China's rapid economic growth has also ushered in a wave of profound social change, especially in the last decade. Despite the communist government's notorious resistance to outside political influence, it nonetheless take a pragmatic approach to adopting ideas that will strengthen its economy, says Lihong Yang, international relations officer for University of Alberta International.

"The whole structure in Chinese institutions we are working with seems to be accommodating to the perspectives of the West," said Yang. "Yes, they do have the party secretaries (in schools) and a different kind of governance system, but when they do decide to open up, they have seen the benefit of having people open up their world view, or sending people overseas to bring back that experience." The U of A now has about 1,500 alumni in China.

Thanks to a deal struck by former president Rod Fraser, the U of A's School of Business has been training candidates for China's top administrative positions in government and universities through its National School of Administration of China. That arrangement brings in 35 - 40 trainees per year, competing with the top schools in the U.S., Australia and Europe, says Yang.

But the business school's relationship to China goes back at least 20 years, says Dr. Rolf Mirus, a business professor and associate vice-president (international). Back in 1983, with money from the Canadian International Development Agency (CIDA), the school joined a twinning of eight Canadian business schools with eight universities in China that had a potential to develop their own programs. The U of A was twinned with Xi'an Jiaotong University, now regarded as having the strongest business research program in the country.

"We found very receptive minds and exchanged about 200 people over the 20 years of the project," said Mirus, who was involved with the project for about 18 of those years. "The Chinese had such a huge need to tap into our expertise. They were very keen, worked very hard, and had very good academics who picked up the ball and ran with it."

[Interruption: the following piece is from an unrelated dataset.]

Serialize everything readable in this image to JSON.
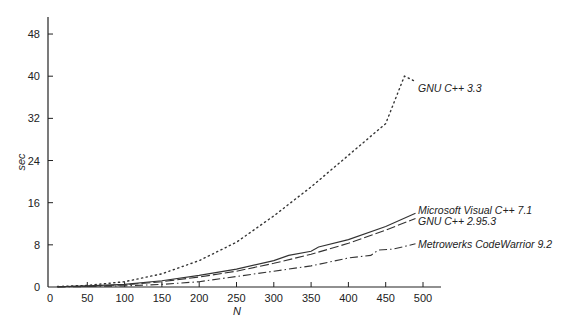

McDonald says the potential to further expand our relations with China is enormous. The recently established China Institute – seeded with a $37 million donation in Chinese art and textiles by Sandy McTaggart and matched by the provincial government – will likely drive those relations.

The China Institute "will provide a framework, a kind of umbrella to capture what we do, and make sure we have a vision for what we're doing in China," said McDonald. The institute will also create a new Centre for Chinese Studies, to foster a better understanding of a complex culture.

The latest hot new collaboration is one between U of A scientists and "state key labs" in China, which employ the country's best researchers and grad students, says McDonald. A new agreement will soon link the U of A with five labs in energy, the environment, nanotechnology, materials engineering, and rural and renewable resources.

And with the Olympic Games approaching, there are also opportunities to collaborate in sports education and management. In fact, the top Olympics researcher in China is a U of A alumnus, says Yang.

"It's exciting to work with China now because you can do so much," said McDonald. "And if you're trying to do the right things, and you try to hit all the right notes, you really can move quickly."